How the PKCE Authorization Flow Works

When an MCP client connects to your authenticated server, the full OAuth 2.1 + PKCE flow runs automatically:
  1. Discovery. The client fetches /.well-known/oauth-authorization-server to find endpoints.
  2. Registration. The client calls /register to get a client_id (Dynamic Client Registration per RFC 7591).
  3. Authorization. The client redirects the user to /authorize with a PKCE code_challenge (S256). The user sees a consent screen listing the requested scopes.
  4. Consent. The user approves or denies. On approval, the auth server redirects back with an authorization code.
  5. Token exchange. The client sends the code and code_verifier to /token. The server verifies PKCE, issues a JWT access token and a refresh token.
  6. API calls. The client includes the token as a Bearer token on all subsequent MCP requests.
  7. Refresh. When the token expires, the client uses the refresh token to get a new one without re-prompting the user.
PKCE (Proof Key for Code Exchange) prevents authorization code interception attacks. The S256 method is the only one supported — plain PKCE is rejected. The default consent page works out of the box, but you can brand it:
const authServer = await createMcpAuthServer({
  grantex,
  agentId: 'ag_your_server',
  scopes: ['tools:read', 'tools:execute'],
  issuer: 'https://your-mcp-server.example.com',
  consentUi: {
    appName: 'Acme Analytics MCP',
    appLogo: 'https://acme.example.com/logo.png',
    privacyUrl: 'https://acme.example.com/privacy',
    termsUrl: 'https://acme.example.com/terms',
  },
});
Users see your app name, logo, and the exact scopes being requested before they approve.
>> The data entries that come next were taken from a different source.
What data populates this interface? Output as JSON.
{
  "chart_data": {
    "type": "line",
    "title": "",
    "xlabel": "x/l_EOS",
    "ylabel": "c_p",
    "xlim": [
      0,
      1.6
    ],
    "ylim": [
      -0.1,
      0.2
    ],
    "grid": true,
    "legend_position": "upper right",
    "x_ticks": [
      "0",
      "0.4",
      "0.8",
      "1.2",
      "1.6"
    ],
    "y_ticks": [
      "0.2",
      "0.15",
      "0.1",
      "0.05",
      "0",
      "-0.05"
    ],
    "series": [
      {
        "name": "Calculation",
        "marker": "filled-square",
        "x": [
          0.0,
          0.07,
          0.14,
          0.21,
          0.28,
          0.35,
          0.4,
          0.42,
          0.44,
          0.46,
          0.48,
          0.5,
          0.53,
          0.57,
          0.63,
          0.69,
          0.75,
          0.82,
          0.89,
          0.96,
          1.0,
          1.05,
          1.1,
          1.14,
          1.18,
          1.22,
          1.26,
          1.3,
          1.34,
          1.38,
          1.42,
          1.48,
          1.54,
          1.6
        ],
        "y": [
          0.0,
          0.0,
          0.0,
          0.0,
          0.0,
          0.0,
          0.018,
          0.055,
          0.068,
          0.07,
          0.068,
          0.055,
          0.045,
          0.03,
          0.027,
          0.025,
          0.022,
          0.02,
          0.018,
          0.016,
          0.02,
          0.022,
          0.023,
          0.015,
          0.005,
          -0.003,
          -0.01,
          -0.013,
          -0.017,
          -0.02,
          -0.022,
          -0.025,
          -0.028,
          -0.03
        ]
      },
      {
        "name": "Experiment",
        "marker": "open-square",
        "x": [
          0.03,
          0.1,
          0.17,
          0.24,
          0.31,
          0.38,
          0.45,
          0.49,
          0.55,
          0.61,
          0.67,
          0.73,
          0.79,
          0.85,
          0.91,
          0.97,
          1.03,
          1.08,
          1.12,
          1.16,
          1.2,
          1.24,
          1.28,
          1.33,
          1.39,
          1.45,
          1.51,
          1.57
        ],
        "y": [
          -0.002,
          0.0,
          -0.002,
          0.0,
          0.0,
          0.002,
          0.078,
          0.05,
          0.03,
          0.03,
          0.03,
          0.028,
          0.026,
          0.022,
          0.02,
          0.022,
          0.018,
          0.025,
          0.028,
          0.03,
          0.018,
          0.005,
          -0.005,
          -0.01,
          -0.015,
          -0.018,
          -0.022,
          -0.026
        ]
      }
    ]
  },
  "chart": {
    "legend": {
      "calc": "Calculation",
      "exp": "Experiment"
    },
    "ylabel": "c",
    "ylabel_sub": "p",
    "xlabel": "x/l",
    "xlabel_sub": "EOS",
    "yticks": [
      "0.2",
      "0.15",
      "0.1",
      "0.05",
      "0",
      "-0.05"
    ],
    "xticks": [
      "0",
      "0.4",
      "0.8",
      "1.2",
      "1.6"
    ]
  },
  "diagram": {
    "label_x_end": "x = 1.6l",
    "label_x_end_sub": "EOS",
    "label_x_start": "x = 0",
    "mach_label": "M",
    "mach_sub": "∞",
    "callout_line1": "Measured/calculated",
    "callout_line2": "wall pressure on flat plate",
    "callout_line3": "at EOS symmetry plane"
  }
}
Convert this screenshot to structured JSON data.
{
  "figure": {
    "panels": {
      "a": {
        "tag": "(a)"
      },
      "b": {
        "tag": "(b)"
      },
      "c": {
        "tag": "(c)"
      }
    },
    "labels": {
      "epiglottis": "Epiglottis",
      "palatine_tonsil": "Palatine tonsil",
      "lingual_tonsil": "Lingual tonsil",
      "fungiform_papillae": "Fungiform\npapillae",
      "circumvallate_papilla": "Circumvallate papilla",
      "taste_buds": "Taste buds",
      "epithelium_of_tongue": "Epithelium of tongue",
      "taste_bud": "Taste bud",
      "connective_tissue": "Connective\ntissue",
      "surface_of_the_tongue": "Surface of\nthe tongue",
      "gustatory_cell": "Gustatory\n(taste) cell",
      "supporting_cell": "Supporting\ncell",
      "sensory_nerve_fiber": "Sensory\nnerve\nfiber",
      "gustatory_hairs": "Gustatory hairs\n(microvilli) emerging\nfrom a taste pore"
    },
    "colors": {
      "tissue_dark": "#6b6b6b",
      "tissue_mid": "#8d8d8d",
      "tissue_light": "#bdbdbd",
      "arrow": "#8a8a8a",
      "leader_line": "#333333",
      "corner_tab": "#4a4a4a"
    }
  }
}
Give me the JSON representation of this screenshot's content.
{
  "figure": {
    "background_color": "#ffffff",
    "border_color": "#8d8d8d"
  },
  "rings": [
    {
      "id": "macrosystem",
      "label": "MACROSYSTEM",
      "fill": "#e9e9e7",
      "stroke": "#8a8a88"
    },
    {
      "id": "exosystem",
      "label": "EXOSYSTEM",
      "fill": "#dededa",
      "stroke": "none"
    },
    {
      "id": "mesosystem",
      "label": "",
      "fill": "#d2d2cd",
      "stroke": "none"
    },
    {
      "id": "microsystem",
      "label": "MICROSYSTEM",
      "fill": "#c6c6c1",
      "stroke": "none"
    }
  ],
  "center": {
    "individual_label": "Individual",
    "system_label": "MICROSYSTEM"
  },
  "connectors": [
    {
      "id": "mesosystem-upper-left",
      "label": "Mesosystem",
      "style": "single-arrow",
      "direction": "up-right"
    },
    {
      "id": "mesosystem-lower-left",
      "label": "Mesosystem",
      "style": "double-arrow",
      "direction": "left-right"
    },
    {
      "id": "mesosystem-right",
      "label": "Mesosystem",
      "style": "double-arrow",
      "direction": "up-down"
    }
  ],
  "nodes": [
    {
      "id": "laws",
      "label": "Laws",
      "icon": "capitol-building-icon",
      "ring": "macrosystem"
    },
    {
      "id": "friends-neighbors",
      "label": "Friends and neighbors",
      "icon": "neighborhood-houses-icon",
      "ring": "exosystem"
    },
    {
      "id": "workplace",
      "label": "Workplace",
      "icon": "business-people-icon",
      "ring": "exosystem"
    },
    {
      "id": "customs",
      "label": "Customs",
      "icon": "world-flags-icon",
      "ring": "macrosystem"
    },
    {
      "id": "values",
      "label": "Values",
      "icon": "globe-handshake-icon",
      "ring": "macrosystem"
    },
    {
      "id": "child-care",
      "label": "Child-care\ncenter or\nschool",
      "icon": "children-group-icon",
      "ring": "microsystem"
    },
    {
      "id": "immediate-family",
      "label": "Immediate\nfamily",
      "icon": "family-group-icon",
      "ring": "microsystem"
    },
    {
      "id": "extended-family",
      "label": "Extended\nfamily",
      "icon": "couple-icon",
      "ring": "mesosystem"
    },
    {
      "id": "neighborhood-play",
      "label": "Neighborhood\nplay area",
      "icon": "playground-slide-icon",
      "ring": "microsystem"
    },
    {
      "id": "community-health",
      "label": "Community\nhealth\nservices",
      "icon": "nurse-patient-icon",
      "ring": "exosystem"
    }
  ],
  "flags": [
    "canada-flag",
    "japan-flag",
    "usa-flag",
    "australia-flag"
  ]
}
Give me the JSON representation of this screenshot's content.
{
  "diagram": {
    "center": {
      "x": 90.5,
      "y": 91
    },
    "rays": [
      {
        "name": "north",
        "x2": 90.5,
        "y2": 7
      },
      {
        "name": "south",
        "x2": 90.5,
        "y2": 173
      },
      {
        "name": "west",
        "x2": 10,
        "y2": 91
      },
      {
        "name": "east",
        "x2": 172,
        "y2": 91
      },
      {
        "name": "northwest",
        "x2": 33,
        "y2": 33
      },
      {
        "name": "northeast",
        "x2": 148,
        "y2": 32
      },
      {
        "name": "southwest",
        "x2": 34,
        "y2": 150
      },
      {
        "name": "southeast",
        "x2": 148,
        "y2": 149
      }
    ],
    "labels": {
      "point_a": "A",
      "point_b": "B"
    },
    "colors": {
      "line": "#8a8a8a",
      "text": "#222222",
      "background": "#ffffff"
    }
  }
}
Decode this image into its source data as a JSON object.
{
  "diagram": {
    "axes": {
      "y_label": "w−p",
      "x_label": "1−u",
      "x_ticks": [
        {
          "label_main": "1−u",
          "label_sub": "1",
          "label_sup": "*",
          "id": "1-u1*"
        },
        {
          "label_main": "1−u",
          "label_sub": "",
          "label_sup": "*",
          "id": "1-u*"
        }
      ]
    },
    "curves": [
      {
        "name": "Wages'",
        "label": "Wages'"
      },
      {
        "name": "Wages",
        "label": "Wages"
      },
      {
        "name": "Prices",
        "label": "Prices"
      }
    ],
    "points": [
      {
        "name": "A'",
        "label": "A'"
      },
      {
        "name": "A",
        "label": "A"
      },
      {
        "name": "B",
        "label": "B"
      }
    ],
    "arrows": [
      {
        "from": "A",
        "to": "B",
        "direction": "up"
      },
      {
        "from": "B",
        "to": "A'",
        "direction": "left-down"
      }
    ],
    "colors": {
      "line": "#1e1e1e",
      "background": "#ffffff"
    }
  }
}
Lifecycle Hooks for Audit and Monitoring

React to authorization events for audit logging, analytics, or downstream notifications:
const authServer = await createMcpAuthServer({
  grantex,
  agentId: 'ag_your_server',
  scopes: ['tools:read', 'tools:execute'],
  issuer: 'https://your-mcp-server.example.com',
  hooks: {
    onTokenIssued: async (event) => {
      console.log(`Token issued for client ${event.clientId}`);
      console.log(`Scopes: ${event.scopes.join(', ')}`);
      console.log(`Grant ID: ${event.grantId}`);
      // Send to your monitoring system
    },
    onRevocation: async (jti) => {
      console.log(`Token ${jti} was revoked`);
      // Invalidate cached sessions
    },
  },
});
Combined with the Grantex audit trail, you get a complete record of who authorized what, when tokens were issued, and when access was revoked.

Token Introspection and Revocation

Resource servers can validate tokens by calling the introspection endpoint directly:
curl -X POST https://your-mcp-server.example.com/introspect \
  -H "Content-Type: application/json" \
  -d '{"token": "eyJhbGciOiJSUzI1NiIs..."}'
The response includes the token’s active status, scopes, subject, expiry, and Grantex-specific claims like the agent DID and grant ID. Revoke tokens when a user logs out or an agent is deauthorized:
curl -X POST https://your-mcp-server.example.com/revoke \
  -H "Content-Type: application/json" \
  -d '{"token": "eyJhbGciOiJSUzI1NiIs..."}'
Per RFC 7009, the endpoint always returns 200 OK, even if the token was already revoked.

Managed vs Self-Hosted

@grantex/mcp-auth works in two modes:
FeatureManaged (Grantex Cloud)Self-Hosted
SetupPoint SDK at Grantex CloudPoint SDK at your infrastructure
Client StoreIn-memory (stateless, horizontal scale)Bring your own (Postgres, Redis)
Token SigningGrantex signs tokensGrantex signs (delegated)
Rate LimitingBuilt-in per-endpointBuilt-in, configurable
Audit TrailFull audit via Grantex eventsFull audit via Grantex events
Uptime SLA99.9%Your responsibility
The API is identical in both modes. Start with managed, move to self-hosted when you need it.